In a world with less standardized employment, we could see that bundle loosen.
Some employers may not want to own a group plan at all. Companies like Thatch gesture towards a world where employers contribute healthcare dollars, but the employee selects individual-market coverage through an ICHRA-style structure. That works for smaller employers, distributed teams, and eligible part-time or variable-hour employee classes.
Others might want to preserve their group-plan architecture, but with stabilized economics. Companies like Arlo aim to address this problem: small businesses that require benefits but want more predictable cost (and renewal) dynamics than fully insured plans offer. ESI ownership is still a priority, but premium inflation and renewal volatility make the default model tough to tolerate.

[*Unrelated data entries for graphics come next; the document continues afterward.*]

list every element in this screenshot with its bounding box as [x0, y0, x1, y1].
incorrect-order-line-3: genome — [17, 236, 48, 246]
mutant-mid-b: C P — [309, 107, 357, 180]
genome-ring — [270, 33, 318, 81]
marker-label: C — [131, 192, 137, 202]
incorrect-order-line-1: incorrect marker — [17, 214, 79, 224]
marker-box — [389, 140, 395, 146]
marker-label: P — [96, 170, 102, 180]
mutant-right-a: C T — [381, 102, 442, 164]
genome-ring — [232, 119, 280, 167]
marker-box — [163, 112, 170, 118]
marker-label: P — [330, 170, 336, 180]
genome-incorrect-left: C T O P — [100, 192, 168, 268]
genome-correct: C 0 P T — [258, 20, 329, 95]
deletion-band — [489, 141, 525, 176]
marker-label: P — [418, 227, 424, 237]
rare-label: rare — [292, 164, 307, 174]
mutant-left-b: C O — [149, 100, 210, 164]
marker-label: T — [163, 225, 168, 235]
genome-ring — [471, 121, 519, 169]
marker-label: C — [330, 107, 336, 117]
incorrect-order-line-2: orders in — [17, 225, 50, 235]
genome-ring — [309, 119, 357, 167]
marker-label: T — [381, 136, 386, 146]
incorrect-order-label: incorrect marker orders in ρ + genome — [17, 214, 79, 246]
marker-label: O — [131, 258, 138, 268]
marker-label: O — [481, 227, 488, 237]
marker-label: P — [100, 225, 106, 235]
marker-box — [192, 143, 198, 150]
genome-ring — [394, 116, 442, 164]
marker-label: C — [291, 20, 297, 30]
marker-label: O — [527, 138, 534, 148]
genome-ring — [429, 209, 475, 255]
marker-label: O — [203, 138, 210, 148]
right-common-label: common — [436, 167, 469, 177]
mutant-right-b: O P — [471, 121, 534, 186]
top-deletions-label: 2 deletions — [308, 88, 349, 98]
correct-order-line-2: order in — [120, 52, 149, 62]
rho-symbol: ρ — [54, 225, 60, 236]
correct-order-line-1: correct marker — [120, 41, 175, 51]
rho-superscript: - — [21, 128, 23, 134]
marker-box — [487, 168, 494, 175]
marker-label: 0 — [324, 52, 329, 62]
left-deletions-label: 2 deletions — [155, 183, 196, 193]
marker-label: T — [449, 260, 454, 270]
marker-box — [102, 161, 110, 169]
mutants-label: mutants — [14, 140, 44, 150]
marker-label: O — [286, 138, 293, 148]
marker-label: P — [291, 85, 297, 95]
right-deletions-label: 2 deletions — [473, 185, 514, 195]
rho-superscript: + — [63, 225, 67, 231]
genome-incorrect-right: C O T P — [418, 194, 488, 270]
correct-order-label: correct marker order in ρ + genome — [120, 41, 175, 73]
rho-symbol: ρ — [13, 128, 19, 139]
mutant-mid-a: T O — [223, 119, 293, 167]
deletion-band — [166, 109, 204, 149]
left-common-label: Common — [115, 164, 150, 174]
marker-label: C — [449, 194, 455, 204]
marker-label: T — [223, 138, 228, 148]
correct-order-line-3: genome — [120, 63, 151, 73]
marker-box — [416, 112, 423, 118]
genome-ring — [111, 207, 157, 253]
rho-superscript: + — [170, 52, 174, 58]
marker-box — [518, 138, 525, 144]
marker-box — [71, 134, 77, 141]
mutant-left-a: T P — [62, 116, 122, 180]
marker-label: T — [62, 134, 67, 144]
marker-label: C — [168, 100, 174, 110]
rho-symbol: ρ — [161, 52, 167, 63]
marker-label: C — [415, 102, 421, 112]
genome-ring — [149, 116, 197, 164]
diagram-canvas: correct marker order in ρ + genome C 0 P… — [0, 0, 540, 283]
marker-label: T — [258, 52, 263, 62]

A third way to play here is infrastructure. Regardless of coverage model, if employers want custom networks, tiered benefits, self-funded arrangements, or other non-standard designs, someone has to make the plan work day-to-day: think eligibility, claims routing, payments, coordination with PBMs and stop-loss carriers. Companies like Yuzu are attacking the operating layer, not as a new coverage model but as infrastructure for making non-standard plans viable.
The companies mentioned here are useful examples, but a formal market mapping isn’t the point. It’s the trend we should be focused on. Benefits need to evolve to make more versions of employer-funded coverage viable.
With all that in mind, it’s important to remember that disruptors aren’t creating flexibility out of thin air. Most are not building new regulated health plans with their own risk-based capital, networks, and balance sheets. They depend on carriers, Blues plans, regional plans, stop-loss partners, TPAs, and networks to make these models work. And underlying insurance capacity is already under pressure, particularly among regional plans.
The open question is whether this is a cyclical low point or indicative of a structural reset. HealthScape / Chartis recently argued that many regional not-for-profit plans face a difficult two-year window, with national plans retaining positive margins while regional NFPs fell further into negative operating margins.
Regional plans aren’t the only answer – partnership with nationals and the Blues is possible. But historically, regionals provided a different flavor of flexibility, grounded in local provider relationships and market-specific network designs. If employers need more variation, it matters whether those plans recover, consolidate, or exit markets.
The Bargain Survives, Unevenly
Segmentation means more stratification.
Some workers will be forced to choose their own plans. Others might get cheaper, but narrower coverage. And some may keep rich benefits because they are valuable enough to retain.
Our old bargain — get a good job and receive good coverage — won’t disappear.
It just becomes less universal.
💭 If this sparked something — share it with a founder, operator, or anyone thinking about the evolution of health plans / benefits.
Liked this one? You might also like The Ambient Scribe Stack — a breakdown on how companies like Abridge, Ambience, and DAX are going beyond the note to rewire clinical workflows. Or The Healthcare 401(k), a breakdown of ICHRA adoption trends, market dynamics and the startups enabling a new era of employer-sponsored insurance.
In-Network is where I write about the business of care: models, margins, and the infrastructure behind how we deliver it.